S&P Reiterates Overweight Rating on Staples ETFs
Amid a volatile market environment in 2012, investors have embraced a favorite hideout at the sector level: Consumer Staples. Year to date, the Consumer Staples sector, which represented about 11.2 percent of the S&P 500 Index was up 10.3 percent (price only), trailing the 12.8 percent rise for the S&P 500, according to a research note published by S&P Capital IQ.
Still, S&P Capital IQ remains bullish on the staples sectors and reiterated Overweight ratings on three ETFs tracking staples stocks. Those funds are the Consumer Staples Select Sector SPDR (NYSE:XLP), the iShares Dow Jones US Consumer Goods Index Fund (NYSE:IYK) and the Vanguard Consumer Staples ETF (NYSE:VDC). With $5.86 billion in assets under management and an expense ratio of 0.18 percent, XLP is the largest and least expensive staples ETF.
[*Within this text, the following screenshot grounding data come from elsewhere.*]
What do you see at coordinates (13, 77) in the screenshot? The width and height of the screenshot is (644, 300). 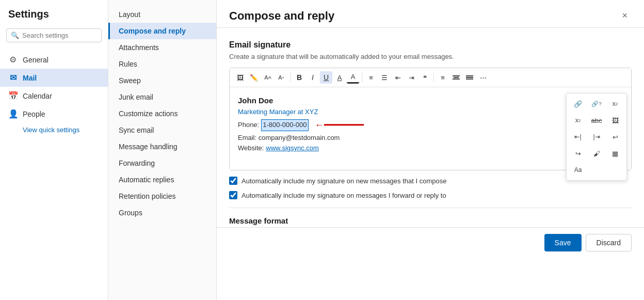 I see `mail-icon: ✉` at bounding box center [13, 77].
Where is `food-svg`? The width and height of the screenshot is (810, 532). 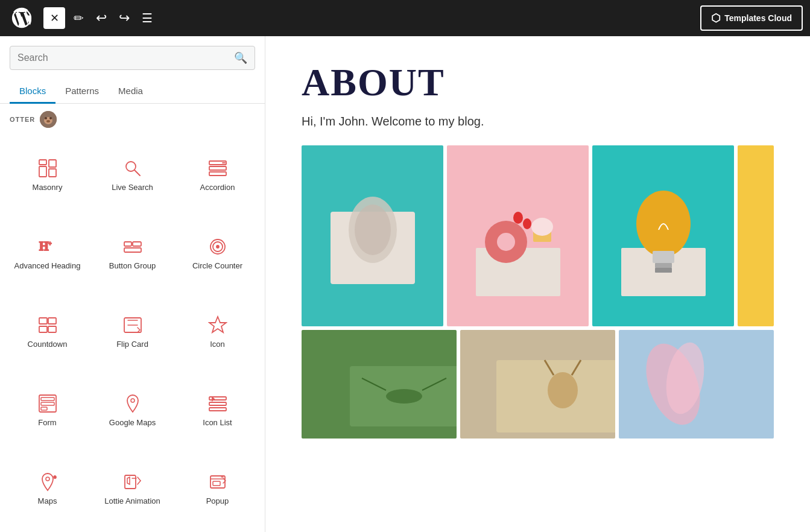
food-svg is located at coordinates (518, 236).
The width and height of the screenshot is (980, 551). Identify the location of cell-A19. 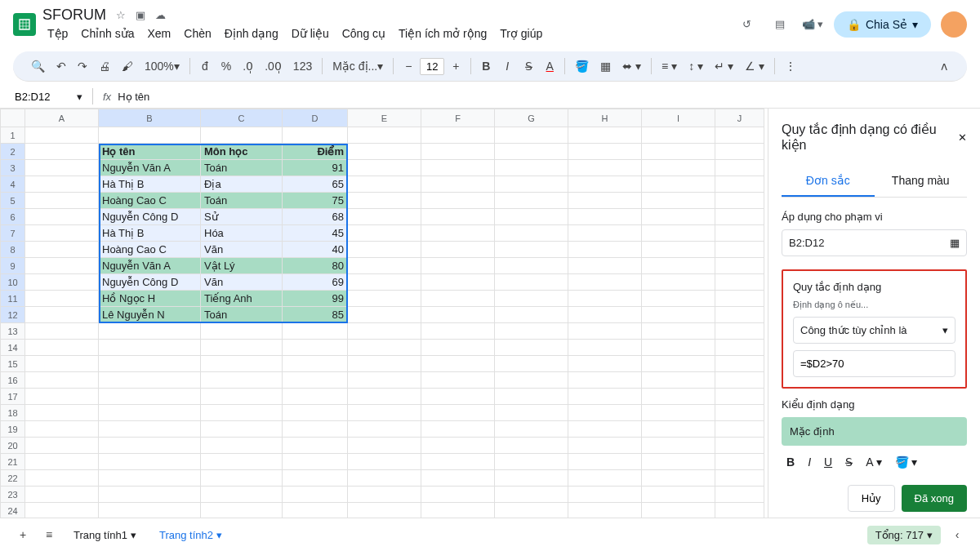
(62, 429).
S&P said it rates another four staples ETFs with at least $100 million in AUM as Market-weight.
"Within the Risk Considerations category, each of the three ETFs received a relatively favorable appraisal from the S&P Quality Rank metric, which suggests a relatively good earnings and dividend track record for companies of which these ETFs owned shares," S&P said in the note.
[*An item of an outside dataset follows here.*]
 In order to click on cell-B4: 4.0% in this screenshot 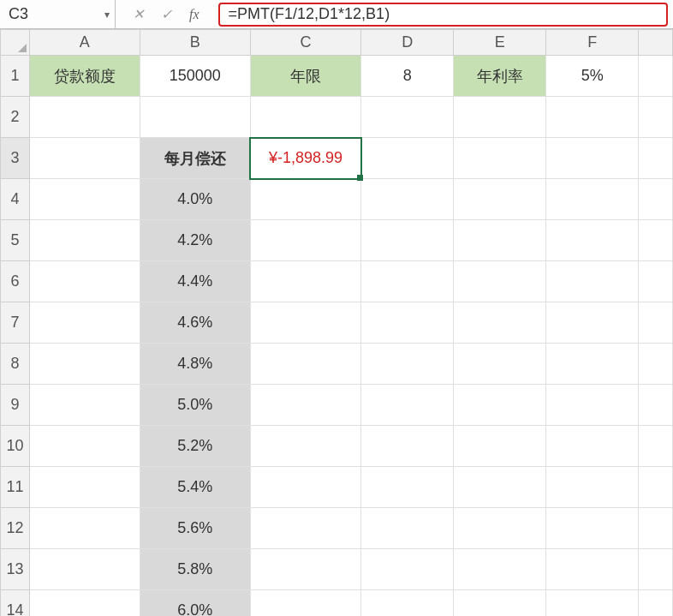, I will do `click(195, 200)`.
Year-to-date, VDC is the performance leader of the trio with a 10 percent gain. XLP is next with a gain of 8.65 percent while IYK is up 7.45 percent.
Within all three ETFs, the top-10 holdings account for dominant positions. VDC's top-10 lineup represents nearly 66 percent of the fund's while IYK's top-10 constituents account for almost 59 percent of the ETF's overall weight. XLP's top-10 is equivalent to approximately 70 percent of that ETF's weight.
Procter & Gamble (NYSE:PG), Coca-Cola (NYSE:KO) and Philip Morris (NYSE:PM), in that order, are the top-three holdings in each fund. All three ETFs also feature Wal-Mart (NYSE:WMT), PepsiCo (NYSE:PEP), Kraft (NASDAQ:KFT) and Altria (NYSE:MO) among the top-10 holdings.
"Among other risk-related analytics, all of these ETFs also had a favorable appraisal related to standard deviation, which measures price volatility of the ETF," S&P said in the note. "Also, XLP had a relatively favorable S&P credit rating appraisal (related to holdings; based on publicly available credit rating information from a separate S&P unit), compared to a more mid-range relative assessment for the other two ETFs. However, the holdings-related S&P Risk Assessment from S&P Capital IQ equity analysts was relatively unfavorable for all three of the ETFs."